Like Pavlov’s dogs conditioned to certain stimuli, others cannot resist the authoritative ‘ping’ of an incoming text message, but must respond immediately. And don’t start me about the vulgarity of photographing one’s restaurant meal. These are the new and ubiquitous social irritants.

I am an unapologetic, technophobic Luddite. I do carry a mobile phone, purely as a safety device in case I have a heart attack or a car crash. However, there’s no point in ringing me because the instrument is irretrievably buried in the turgid depths of my overstuffed handbag and more than likely dead as mutton. Please don’t wear out your index finger texting me either, because (a) I won’t look at it nor (b) reply. There’s a perfectly serviceable landline with an answering machine at home should your business be important or urgent.

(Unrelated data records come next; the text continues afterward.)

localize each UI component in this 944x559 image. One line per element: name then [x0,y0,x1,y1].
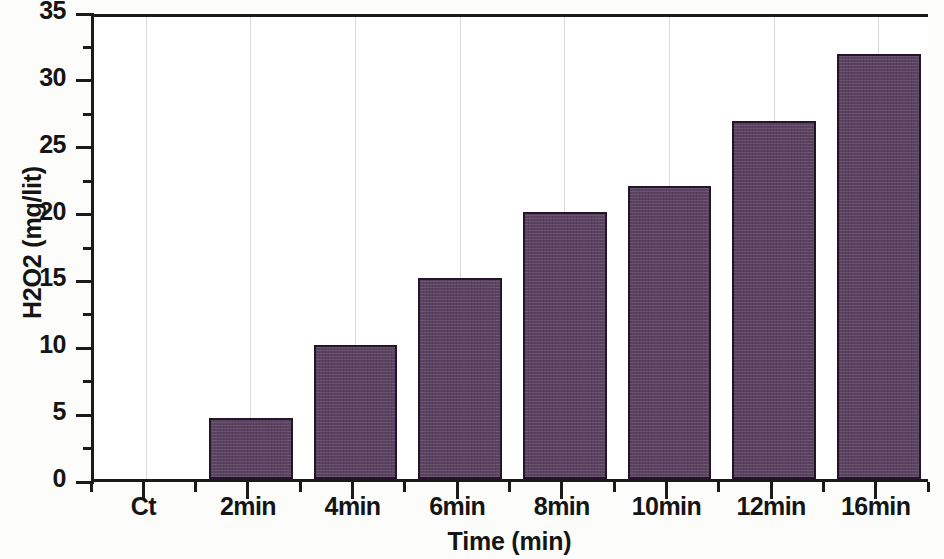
x-minor-tick-4 [508,482,511,492]
x-minor-tick-7 [822,482,825,492]
x-tick-label-16min: 16min [801,492,944,521]
x-minor-tick-1 [194,482,197,492]
y-tick-25 [76,146,94,149]
bar-8min[interactable] [523,212,607,479]
y-tick-label-0: 0 [6,464,66,493]
x-minor-tick-0 [90,482,93,492]
bar-12min[interactable] [732,121,816,479]
gridline-2min [250,17,251,479]
bar-2min[interactable] [209,418,293,480]
x-axis-title: Time (min) [91,527,928,556]
bar-10min[interactable] [628,186,712,479]
y-tick-15 [76,280,94,283]
bar-16min[interactable] [837,54,921,479]
x-minor-tick-5 [613,482,616,492]
y-minor-tick-27.5 [83,113,94,116]
y-tick-label-10: 10 [6,330,66,359]
plot-area [91,14,928,482]
y-tick-label-15: 15 [6,263,66,292]
y-tick-10 [76,347,94,350]
y-tick-35 [76,13,94,16]
x-minor-tick-3 [403,482,406,492]
y-minor-tick-22.5 [83,180,94,183]
x-minor-tick-6 [717,482,720,492]
bar-6min[interactable] [418,278,502,479]
y-minor-tick-17.5 [83,247,94,250]
gridline-ct [146,17,147,479]
bar-chart-figure: H2O2 (mg/lit) 05101520253035Ct2min4min6m… [0,0,944,559]
y-minor-tick-32.5 [83,46,94,49]
y-tick-label-35: 35 [6,0,66,25]
x-minor-tick-2 [299,482,302,492]
y-tick-30 [76,79,94,82]
y-tick-20 [76,213,94,216]
y-tick-label-5: 5 [6,397,66,426]
plot-inner [94,17,928,479]
y-minor-tick-7.5 [83,380,94,383]
bar-4min[interactable] [314,345,398,479]
y-minor-tick-2.5 [83,447,94,450]
y-tick-label-25: 25 [6,130,66,159]
y-tick-label-30: 30 [6,63,66,92]
y-tick-5 [76,414,94,417]
y-tick-label-20: 20 [6,197,66,226]
x-minor-tick-8 [927,482,930,492]
y-minor-tick-12.5 [83,313,94,316]
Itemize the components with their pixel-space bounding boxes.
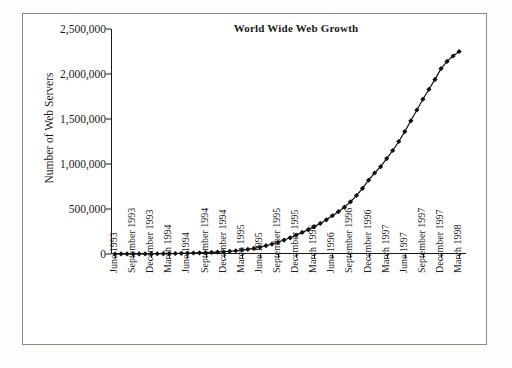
data-point-marker	[420, 97, 425, 102]
data-point-marker	[191, 250, 196, 255]
y-tick-label: 1,000,000	[60, 158, 111, 170]
x-tick-label: June 1997	[398, 232, 409, 273]
data-point-marker	[432, 77, 437, 82]
x-tick-label: September 1993	[126, 208, 137, 273]
data-point-marker	[426, 87, 431, 92]
x-tick-label: March 1996	[307, 224, 318, 273]
x-tick-label: December 1994	[217, 209, 228, 273]
y-tick-label: 500,000	[69, 203, 111, 215]
x-tick-label: December 1995	[289, 209, 300, 273]
data-point-marker	[173, 251, 178, 256]
data-point-marker	[414, 107, 419, 112]
data-point-marker	[408, 118, 413, 123]
chart-figure-frame: World Wide Web Growth Number of Web Serv…	[22, 13, 487, 345]
x-tick-label: December 1996	[362, 209, 373, 273]
x-tick-label: June 1996	[325, 232, 336, 273]
data-point-marker	[318, 221, 323, 226]
x-tick-label: September 1994	[199, 208, 210, 273]
data-point-marker	[155, 251, 160, 256]
data-point-marker	[118, 251, 123, 256]
x-tick-label: March 1998	[452, 224, 463, 273]
x-tick-label: June 1993	[108, 232, 119, 273]
data-point-marker	[300, 230, 305, 235]
x-tick-label: June 1994	[180, 232, 191, 273]
x-tick-label: December 1997	[434, 209, 445, 273]
y-tick-label: 2,000,000	[60, 68, 111, 80]
y-axis-label: Number of Web Servers	[43, 28, 55, 228]
x-tick-label: June 1995	[253, 232, 264, 273]
data-point-marker	[245, 247, 250, 252]
data-point-marker	[281, 237, 286, 242]
data-point-marker	[402, 129, 407, 134]
x-tick-label: March 1997	[380, 224, 391, 273]
x-tick-label: September 1996	[343, 208, 354, 273]
x-tick-label: September 1995	[271, 208, 282, 273]
x-tick-label: March 1995	[235, 224, 246, 273]
data-point-marker	[263, 243, 268, 248]
y-tick-label: 2,500,000	[60, 23, 111, 35]
data-point-marker	[137, 251, 142, 256]
x-tick-label: March 1994	[162, 224, 173, 273]
x-tick-label: September 1997	[416, 208, 427, 273]
x-tick-label: December 1993	[144, 209, 155, 273]
y-tick-label: 1,500,000	[60, 113, 111, 125]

How anxious am I to scroll through an endless and stultifying series of photographs of other people’s weddings, babies, pets or gardens? You may choose to browse upon unfounded rumour or puerile humour. I have not the remotest interest in conspiracy theories, bad jokes, dogs doing tricks or toddlers falling over, and I resent the assumption that I must be instantly accessible for Fear of Missing Out.

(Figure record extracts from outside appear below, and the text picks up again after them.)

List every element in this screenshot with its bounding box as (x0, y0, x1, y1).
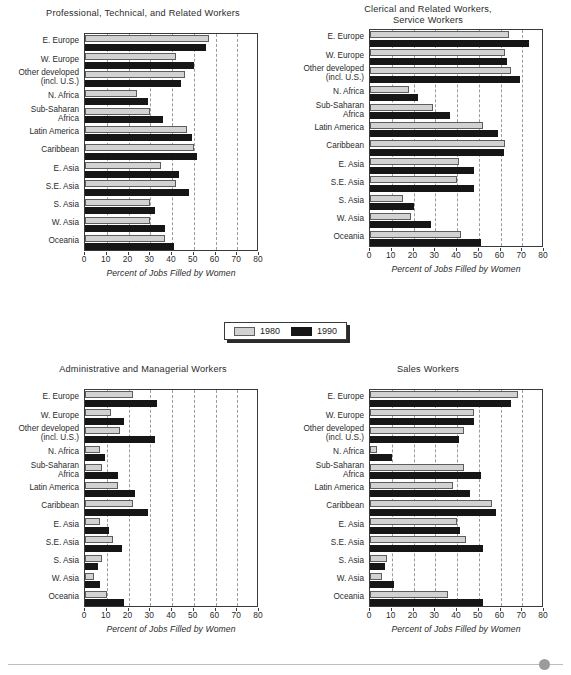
bar-1980 (85, 90, 137, 97)
bar-1990 (370, 509, 496, 516)
x-axis-label: Percent of Jobs Filled by Women (369, 624, 543, 634)
category-label: N. Africa (282, 447, 364, 456)
x-axis-label: Percent of Jobs Filled by Women (369, 264, 543, 274)
x-axis-label: Percent of Jobs Filled by Women (84, 268, 258, 278)
x-tick-label: 50 (473, 610, 482, 620)
bar-group (85, 481, 257, 499)
category-label: Caribbean (0, 145, 79, 154)
bar-1990 (85, 472, 118, 479)
x-tick-label: 60 (495, 610, 504, 620)
bar-1980 (85, 180, 176, 187)
bar-1980 (370, 176, 457, 183)
bar-1990 (370, 167, 474, 174)
x-tick-label: 10 (386, 250, 395, 260)
category-label: Latin America (0, 483, 79, 492)
x-tick-label: 0 (367, 610, 372, 620)
bar-group (370, 194, 542, 212)
bar-1990 (85, 189, 189, 196)
category-label: S. Asia (0, 556, 79, 565)
bar-group (370, 157, 542, 175)
bar-1980 (85, 144, 194, 151)
bar-group (85, 234, 257, 251)
bar-group (85, 572, 257, 590)
bar-group (370, 48, 542, 66)
x-tick-label: 30 (430, 610, 439, 620)
category-label: W. Asia (282, 214, 364, 223)
bar-1980 (85, 71, 185, 78)
category-label: S. Asia (0, 200, 79, 209)
bar-1990 (85, 545, 122, 552)
bar-group (370, 426, 542, 444)
bar-group (85, 590, 257, 607)
bar-1990 (85, 563, 98, 570)
chart-title: Professional, Technical, and Related Wor… (23, 2, 263, 19)
bar-1980 (85, 53, 176, 60)
plot-frame (369, 389, 543, 607)
bar-1990 (370, 221, 431, 228)
bar-1980 (370, 518, 457, 525)
x-axis-ticks: 01020304050607080 (369, 248, 543, 262)
bar-group (370, 535, 542, 553)
x-tick-label: 40 (451, 610, 460, 620)
bar-1980 (85, 464, 102, 471)
category-label: Sub-Saharan Africa (0, 105, 79, 123)
bar-group (85, 179, 257, 197)
bar-group (85, 445, 257, 463)
chart-panel-professional: Professional, Technical, and Related Wor… (0, 2, 286, 302)
bar-group (85, 107, 257, 125)
x-tick-label: 70 (517, 250, 526, 260)
bar-group (85, 463, 257, 481)
x-tick-label: 10 (101, 254, 110, 264)
bar-1980 (370, 86, 409, 93)
bar-1990 (370, 149, 504, 156)
category-label: Latin America (0, 127, 79, 136)
category-label: Oceania (0, 592, 79, 601)
bar-1980 (370, 427, 464, 434)
bar-1980 (85, 573, 94, 580)
category-label: N. Africa (0, 91, 79, 100)
category-label: N. Africa (0, 447, 79, 456)
bar-group (370, 121, 542, 139)
bar-1980 (85, 217, 150, 224)
bar-1980 (370, 573, 382, 580)
bar-group (370, 66, 542, 84)
bar-1980 (85, 35, 209, 42)
bar-1980 (85, 482, 118, 489)
bar-group (85, 89, 257, 107)
bar-1990 (85, 225, 165, 232)
bar-1990 (370, 94, 418, 101)
bar-group (370, 175, 542, 193)
bar-group (370, 408, 542, 426)
bar-1980 (85, 446, 100, 453)
category-label: S. Asia (282, 556, 364, 565)
bar-1980 (85, 518, 100, 525)
x-tick-label: 0 (82, 254, 87, 264)
category-label: Caribbean (282, 501, 364, 510)
bar-group (85, 499, 257, 517)
bar-1990 (85, 134, 192, 141)
x-axis-ticks: 01020304050607080 (84, 608, 258, 622)
x-tick-label: 80 (538, 250, 547, 260)
chart-panel-administrative: Administrative and Managerial WorkersE. … (0, 358, 286, 658)
category-label: E. Asia (282, 160, 364, 169)
bar-group (370, 103, 542, 121)
bar-1980 (370, 482, 453, 489)
bar-1990 (85, 80, 181, 87)
bar-group (370, 590, 542, 607)
bar-1990 (370, 599, 483, 606)
chart-title: Sales Workers (308, 358, 548, 375)
category-label: Latin America (282, 483, 364, 492)
legend-box: 19801990 (224, 322, 347, 340)
plot-area: E. EuropeW. EuropeOther developed (incl.… (0, 33, 286, 285)
x-tick-label: 80 (253, 254, 262, 264)
bar-1980 (85, 536, 113, 543)
chart-panel-sales: Sales WorkersE. EuropeW. EuropeOther dev… (285, 358, 571, 658)
category-label: N. Africa (282, 87, 364, 96)
bar-1990 (85, 171, 179, 178)
bar-1990 (85, 62, 194, 69)
bar-group (370, 554, 542, 572)
category-label: Caribbean (0, 501, 79, 510)
bar-1990 (370, 185, 474, 192)
bar-1990 (370, 112, 450, 119)
bar-1980 (370, 391, 518, 398)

Like every good thing ever invented for the benefit of mankind, the unscrupulous, the subversive and the downright wicked seek to exploit it. Alarm bells ring when I see a primary school playground with half the pupils standing, heads bowed over mini-screens; a child’s bedroom crammed with technology but no books; precocious little girls striking ‘glamour’ poses in photographs. Children are like blotting paper. They absorb what they see and hear and seek to emulate it. Handing them an instrument that, like Pandora’s box, opens the floodgates to a dangerously attractive but morally unregulated world full of inappropriate knowledge they’re not mature enough to cope with, is putting adult burdens on young shoulders that amounts to the theft and corruption of innocence.

We’re already reaping the tragic harvest of our liberal and over-indulgent parenting – sub-teens with body-image problems, premature sexualisation, self-harm, mental health worries, gender-identity issues and teen suicide. Was there ever a more vulnerable generation? Almost-unwittingly, we’ve colluded in the conditioning (or rather, ‘grooming’) of our own young. We’ve given in to the pester power of peer pressure, (“but everybody has this, does that, wears these”) without considering age-appropriateness. In an increasingly dangerous moral climate, we leave them unlimited, unsupervised screen time and unmonitored friendships, then wonder why some of them go off the rails.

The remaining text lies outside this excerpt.